Marc is proud that the City of Rotterdam built a circular structure like this for the first time. ‘The suspended ceilings, the wall cladding, it’s all recycled material. Cabinets, chairs, tables: everything has been reused. That’s how we show it can genuinely be done.’

Opening event de HER - foto Jan de Groen
KITE Educatie - foto Jacqueline Fuijkschot
We let children work as the designers of the future.

Sustainability

Lieke van den Berge was one of the first entrepreneurs at De HER. With her company Kite Educatie, she develops educational programmes around art, technology, and sustainability. ‘We let children work as the designers of the future. So they think through social issues, and sustainability is always one of the standard themes. It’s a fixed part of every lesson. That way, children themselves get to shape the world they want to live in.’

Hout

For Lieke, De HER is the perfect home for her business. ‘We collaborate a lot with makers and designers, and they’re all gathered right here. On top of that, the Milieupark supplies us with cardboard and packaging materials. Children use all kinds of waste material during lessons and workshops where they design something new themselves. And for our programmes for museums and cultural institutions, we need a lot of wood. We source that from the waste too.’

Lieke is enthusiastic about the concept behind De HER. ‘Mainly because it genuinely involves the public. It changes how you look at the material you throw away. That it’s actually a raw material for someone else. I find that really powerful. But also the building itself, of course, completely recycled.

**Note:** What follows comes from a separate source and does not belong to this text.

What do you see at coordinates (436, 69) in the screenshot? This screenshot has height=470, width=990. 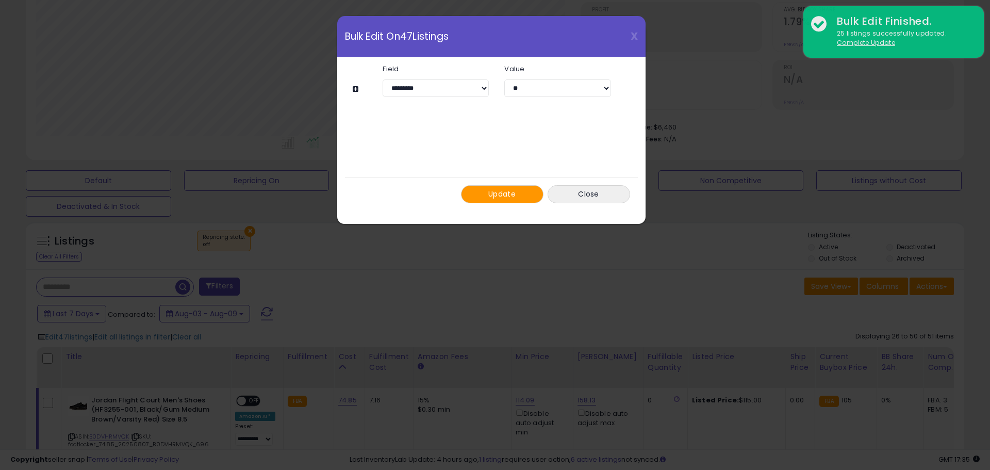 I see `label: Field` at bounding box center [436, 69].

It shows that as a municipality, you take it seriously — how the world, or society, needs to change.’

We want to show that circular isn’t some utopian idea, but something within everyone’s reach.

Awareness

With a maker’s lab and talks, De HER draws a broad audience. A café is still on the wish list. For Marc ten Oever, awareness is the key driving force behind making it all a success. ‘We want to show that circular isn’t some utopian idea, but something within everyone’s reach. With the workshops, you get hands-on with materials yourself and experience that it’s possible. That it’s not just something you read about, but something you actually go and do.’

Marc likes to see De HER as part of something bigger, a movement to pass on far more belongings across the city. ‘I always say, if Amazon can do it, why can’t we? We’re at the forefront of logistics. So that red sofa handed in on the south side ends up with a happy new owner on the north side. That would be the ideal: things flowing through the city. That’s my dream, that’s the picture I have in mind.’